A Matter Of Importance
by [?]

Wheezing a little, Sergeant Madden pulled away large stones and small ones. An opening appeared behind them. He grunted and continued his labor. Nothing happened. The mouth of a mine shaft appeared, going horizontally into the cliff.

Puffing from his exertions, Sergeant Madden went in. It was necessary if he were to make a routine examination.

* * * * *

The Aldeb came in a full day later. It descended, following the space beacon the squad ship sent up from its resting place. The Aldeb was not an impressive sight, of course. It was a medium-sized police salvage ship. It had a crew of fifteen, and it was powerfully engined, and it contained a respectable amount of engineering experience and ability, plus some spare parts and, much more important, the tools with which to make others. It came down in a highly matter-of-fact fashion, and Sergeant Madden and Patrolman Willis went over to it to explain the situation.

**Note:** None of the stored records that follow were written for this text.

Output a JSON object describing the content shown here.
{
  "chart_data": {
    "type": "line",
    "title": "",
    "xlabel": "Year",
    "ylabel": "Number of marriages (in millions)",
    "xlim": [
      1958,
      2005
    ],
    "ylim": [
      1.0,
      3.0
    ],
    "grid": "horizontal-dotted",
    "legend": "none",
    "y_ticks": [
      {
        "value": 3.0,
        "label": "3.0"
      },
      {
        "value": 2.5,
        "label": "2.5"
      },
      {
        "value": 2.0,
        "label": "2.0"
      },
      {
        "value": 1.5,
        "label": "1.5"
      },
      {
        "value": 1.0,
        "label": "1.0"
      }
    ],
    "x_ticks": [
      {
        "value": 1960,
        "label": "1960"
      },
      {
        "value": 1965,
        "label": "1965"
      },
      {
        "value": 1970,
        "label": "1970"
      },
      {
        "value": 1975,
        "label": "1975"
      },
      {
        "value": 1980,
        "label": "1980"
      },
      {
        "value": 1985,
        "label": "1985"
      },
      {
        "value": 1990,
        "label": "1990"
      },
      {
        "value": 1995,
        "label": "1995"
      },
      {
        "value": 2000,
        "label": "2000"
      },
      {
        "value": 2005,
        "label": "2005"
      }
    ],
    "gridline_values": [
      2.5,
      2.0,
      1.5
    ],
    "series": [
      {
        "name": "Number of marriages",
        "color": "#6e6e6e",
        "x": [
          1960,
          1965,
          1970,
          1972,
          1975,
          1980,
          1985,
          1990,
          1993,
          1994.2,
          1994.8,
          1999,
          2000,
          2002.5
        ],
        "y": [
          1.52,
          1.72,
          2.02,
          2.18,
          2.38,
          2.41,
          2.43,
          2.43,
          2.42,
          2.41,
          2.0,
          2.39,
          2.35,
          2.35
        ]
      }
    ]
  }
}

“The Cerberus came in on rockets,” rumbled the sergeant, in the salvage ship’s skipper’s cabin. “She landed. We found signs that some of her people came out an’ strolled around lookin’ for souvenirs and such. I make a guess that there was a minin’ man among them, but it’s only a guess. Anyhow somebody went over to where there’s some parti-colored cliffs, where the sea comes away inland. And when they got to that place … why … there was a ship there. Then.”

He paused, frowning.

“It would’ve been standing on an artificial shoal place, about thirty yards from a shaft that was the mouth of a mine. Uranium. And there’s been a lot of uranium taken outta there! It was hauled right outta the mine shaft across the beach to the ship that was waitin’. And there’s fresh work in that mine, but not a tool or a scrap of paper to tell who was workin’ it. It must’ve been cleaned up like that every time a ship left after loadin’ up. Humans wouldn’t’ve done it. They wouldn’t care. Huks would. There’s not supposed to be any of them left in these parts, but I’m guessing the mine was dug by Huks, and the Cerberus was taken away by them because the humans on the Cerberus found out there was Huks around.”

Patrolman Willis said: “The sergeant took a chance on the mine being booby-trapped and went in, after sending me out of range.”

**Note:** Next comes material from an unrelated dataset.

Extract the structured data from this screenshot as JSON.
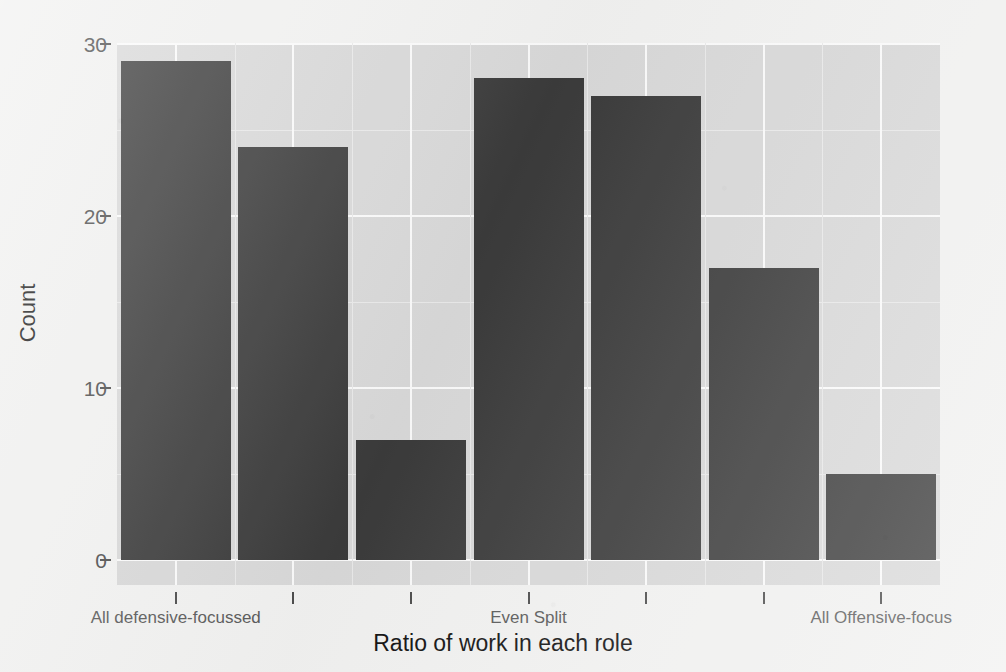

The sergeant scowled at him and went on.

“How it happened don’t matter. Maybe somebody spotted the ship from the Cerberus as it was comin’ down. Maybe anything. But whoever run the mine found out somebody knew they were there, so they rushed the Cerberus–there prob’ly wasn’t even a stun-pistol on board to fight with–and they put new rockets on her.”

* * * * *

The skipper of the salvage ship Aldeb nodded wisely.

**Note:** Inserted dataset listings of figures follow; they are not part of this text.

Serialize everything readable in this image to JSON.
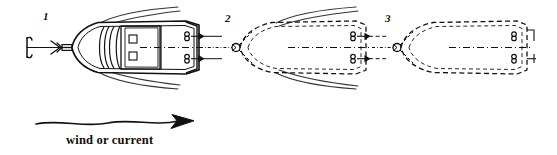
{
  "figure": {
    "type": "nautical-diagram",
    "background_color": "#ffffff",
    "ink_color": "#111111",
    "width": 557,
    "height": 155
  },
  "labels": {
    "position_1": "1",
    "position_2": "2",
    "position_3": "3"
  },
  "caption": {
    "wind_or_current": "wind or current"
  },
  "icons": {
    "anchor": "anchor-icon",
    "mooring_ball_2": "mooring-ball-icon",
    "mooring_ball_3": "mooring-ball-icon",
    "cleat": "cleat-icon",
    "arrow": "arrow-icon",
    "wind_arrow": "wind-arrow-icon"
  },
  "vessels": [
    {
      "id": "vessel-1",
      "label": "1",
      "style": "solid",
      "description": "fully drawn powerboat with cabin, windshield, deck hatches and wake spray",
      "cleats": 2,
      "cleat_arrows": true,
      "has_wake": true
    },
    {
      "id": "vessel-2",
      "label": "2",
      "style": "dashed",
      "description": "dashed outline of drifted boat position with wake spray",
      "cleats": 2,
      "cleat_arrows": true,
      "has_wake": true
    },
    {
      "id": "vessel-3",
      "label": "3",
      "style": "dashed",
      "description": "dashed outline of furthest drifted boat position",
      "cleats": 2,
      "cleat_arrows": false,
      "has_wake": false
    }
  ],
  "rode": {
    "description": "anchor rode and mooring lines running along centerline",
    "line_style": "dash-dot"
  }
}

“A ship comin’ to load up minerals where there wasn’t any spaceport,” he observed, “would have a set of rockets to land on, empty, and a double set to take off on, loaded. Yeah.”

“They must’ve figured,” said Sergeant Madden, “that we just couldn’t make any sense out of what we found. And if we hadn’t turned up that mine, maybe never would. But anyhow they sent the Cerberus off and covered everything up and went off to stay, themselves, until we gave up and went home.”

“I wonder,” said the skipper of the Aldeb, “where they took the Cerberus? That’s my job!”

“Not far,” grunted Sergeant Madden. “They had to be taking the Cerberus somewhere. If they just wanted to wipe it out, after they rushed it, they coulda just set off its fuel like it’d happened in a bad landing. And that landing was bad! If there’d been a fuel-explosion crater at the end of that burnt line on the ground, nobody’d ever’ve looked further. But there wasn’t. So there’s a place they’re takin’ the Cerberus to. But it’s got a brokedown drive. It can only hobble along. They can’t try to get but so far! What’s the nearest sol-type star?”